Should Milan go on to match the 1930–31 side by losing their third home game as well, such a scenario might quickly start to sound a lot less far-fetched.

TOP FIVE BETTER PLAYERS THAN STEVEN FLETCHER FOR SUNDERLAND TO SPEND £14MILLION ON

With Sunderland finally agreeing a fee with Wolves for Steven Fletcher (and the fee being an eye-watering £14million), OTP take a look at five players you could have got for less in this transferwindow:

1. 2.8 x Emmanuel Adebayor

A proven Premier League goalscorer, Adebayor’s chip on the shoulder doesn’t negate his evident talent. And given that Sunderland had Nicklas Bendtner last season, the club knows what to expect. As a bonus, Manchester City would actually have paid some of the Togolese striker’s wages.

2) 7 x Michu

Quite why no club in Spain was able to pick up the top scoring midfielder in La Liga last season is a mystery to many, but their loss is south Wales’ gain.
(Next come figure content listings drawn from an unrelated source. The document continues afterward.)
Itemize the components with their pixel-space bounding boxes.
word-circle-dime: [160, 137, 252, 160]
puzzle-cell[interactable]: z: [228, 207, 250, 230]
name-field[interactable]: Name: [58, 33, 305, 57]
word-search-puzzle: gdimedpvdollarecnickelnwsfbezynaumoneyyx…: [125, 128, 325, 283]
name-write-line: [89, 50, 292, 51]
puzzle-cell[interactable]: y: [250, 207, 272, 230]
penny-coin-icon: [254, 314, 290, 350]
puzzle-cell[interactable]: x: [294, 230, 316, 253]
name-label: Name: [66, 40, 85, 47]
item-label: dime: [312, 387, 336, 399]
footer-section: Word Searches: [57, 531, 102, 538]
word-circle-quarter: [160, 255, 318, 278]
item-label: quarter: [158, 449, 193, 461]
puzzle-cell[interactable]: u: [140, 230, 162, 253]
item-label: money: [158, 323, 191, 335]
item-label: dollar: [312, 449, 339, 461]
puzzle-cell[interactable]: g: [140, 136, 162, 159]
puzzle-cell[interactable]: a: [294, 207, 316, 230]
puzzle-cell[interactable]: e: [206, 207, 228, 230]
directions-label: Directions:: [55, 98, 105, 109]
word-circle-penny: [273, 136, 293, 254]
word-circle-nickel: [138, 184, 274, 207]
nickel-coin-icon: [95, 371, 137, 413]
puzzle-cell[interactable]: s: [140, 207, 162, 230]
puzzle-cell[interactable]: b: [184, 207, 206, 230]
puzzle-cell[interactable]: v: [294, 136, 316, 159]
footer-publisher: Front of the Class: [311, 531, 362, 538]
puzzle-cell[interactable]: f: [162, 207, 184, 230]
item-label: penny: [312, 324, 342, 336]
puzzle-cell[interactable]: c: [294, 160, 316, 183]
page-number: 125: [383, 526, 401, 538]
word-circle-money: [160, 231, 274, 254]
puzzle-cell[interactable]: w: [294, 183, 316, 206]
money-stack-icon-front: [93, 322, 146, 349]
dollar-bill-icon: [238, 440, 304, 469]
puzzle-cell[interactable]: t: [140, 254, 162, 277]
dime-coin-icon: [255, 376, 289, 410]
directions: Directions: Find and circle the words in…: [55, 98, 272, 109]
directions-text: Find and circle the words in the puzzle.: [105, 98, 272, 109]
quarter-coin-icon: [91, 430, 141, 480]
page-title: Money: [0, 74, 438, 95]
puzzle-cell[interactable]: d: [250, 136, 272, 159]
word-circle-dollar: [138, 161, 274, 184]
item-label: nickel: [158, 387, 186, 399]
Scoring twice on his Premier League debut, Michu looks creative, hardworking and pacy: the dream combination for success in English football.

3) 5.2 x Arouna Kone

An African striker that may score goals but is just as likely to let them run dry and then seek a move elsewhere shortly after. Wigan snapped up the Ivorian but you know what, after Asamoah Gyan, maybe Fletcher is a decent shout after all.
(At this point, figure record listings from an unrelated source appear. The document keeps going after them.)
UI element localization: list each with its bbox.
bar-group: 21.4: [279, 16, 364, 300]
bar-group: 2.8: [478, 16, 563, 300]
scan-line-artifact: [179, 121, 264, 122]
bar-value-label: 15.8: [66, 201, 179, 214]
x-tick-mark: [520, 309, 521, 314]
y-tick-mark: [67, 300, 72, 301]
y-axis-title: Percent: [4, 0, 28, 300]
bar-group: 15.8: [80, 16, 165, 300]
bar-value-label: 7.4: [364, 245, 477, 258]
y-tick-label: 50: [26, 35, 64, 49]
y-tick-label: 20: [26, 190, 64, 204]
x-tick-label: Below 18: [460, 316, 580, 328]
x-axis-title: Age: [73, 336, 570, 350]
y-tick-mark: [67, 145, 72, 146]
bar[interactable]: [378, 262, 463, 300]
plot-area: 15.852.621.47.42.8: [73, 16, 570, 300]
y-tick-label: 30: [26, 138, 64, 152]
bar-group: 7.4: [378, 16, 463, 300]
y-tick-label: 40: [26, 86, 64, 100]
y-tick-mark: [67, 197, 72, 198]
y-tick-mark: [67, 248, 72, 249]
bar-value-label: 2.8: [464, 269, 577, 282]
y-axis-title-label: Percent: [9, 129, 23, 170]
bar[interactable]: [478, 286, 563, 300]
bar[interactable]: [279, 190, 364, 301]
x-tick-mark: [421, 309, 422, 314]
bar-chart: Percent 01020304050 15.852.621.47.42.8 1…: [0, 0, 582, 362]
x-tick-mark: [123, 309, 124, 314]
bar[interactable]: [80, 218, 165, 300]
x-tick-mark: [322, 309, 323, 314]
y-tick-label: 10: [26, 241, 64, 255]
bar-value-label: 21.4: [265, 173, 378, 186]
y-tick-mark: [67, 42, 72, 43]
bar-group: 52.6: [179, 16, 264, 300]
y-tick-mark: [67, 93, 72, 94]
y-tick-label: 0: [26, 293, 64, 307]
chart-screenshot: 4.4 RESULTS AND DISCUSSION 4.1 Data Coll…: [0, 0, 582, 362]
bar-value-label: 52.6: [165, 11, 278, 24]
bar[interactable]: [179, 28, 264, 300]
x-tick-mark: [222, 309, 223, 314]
4) 4.7 x Alberto Aquilanis

The Italian struggled to make an impact at Anfield, but injuries were a huge reason behind this. And Aquilani is still a 28-year-old with more than 20 caps for his country who has turned out for Roma, Milan and Juventus. Plus, Sunderland owe Liverpool a favour after robbing them for £20million for Jordan Henderson.

5) Infinite x Kevin Kyle

A big Scottish striker with international pedigree (one goal for his country) and the added advantages of already knowing Sunderland (from his prolific six-year spell from 2000) and being available on a free after being released by Hearts. True, Kyle would have almost certainly failed to score a single goal, but having just joined a club that have 54 league titles and 60 domestic cups, Sunderland must surely have missed out on a trick?

Friday, 14 September 2012

Fulham v West Bromwich Albion: Squad sheets

Fulham v West Bromwich Albion: Probable starters in bold, contenders in light. Photograph: Graphic
Given that he has been a No2 at both Chelsea and Liverpool, the top four is not unfamiliar territory for Steve Clarke, but it is to Albion fans, who, even at this early stage of the season, are wide-eyed in disbelief at being in third place. Victory in this fixture for the first time in 45 years could even see them go top on Saturday. Martin Jol, having lost the services of Moussa Dembélé and Clint Dempsey across the capital to Tottenham, gives a first start to Dimitar Berbatov and will need him to find his old Spurs form if Fulham are to prosper. Paul Chronnell

Venue Craven Cottage, Saturday 3pm

Tickets Sold out

Last season Fulham 1 West Brom 1

Referee Roger East

This season's matches 1 Y2, R1, 3.00 cards per game

Odds Fulham 10-11 West Brom 3-1 Draw 5-2

DON’T FALL ASLEEP IN FRONT OF MANCHESTER UNITED GOALKEEPER DAVID DE GEA

Until now David De Gea has only been making his Manchester United team-mates feel uncomfortable when they were forced to watch him underneath the high ball. But it now emerges that they should also be uncomfortable if they nod off in front of him.

De Gea showed a total lack of respect for fellow Olympian Iker Muniain’s beauty sleep by arranging and taking the photograph above at Jerez airport as the Spain squad waited for a flight to Madrid.

Muniain’s gaping mouth proved too tempting for the young goalkeeper, so he got to work on taking advantage of his mate’s siesta.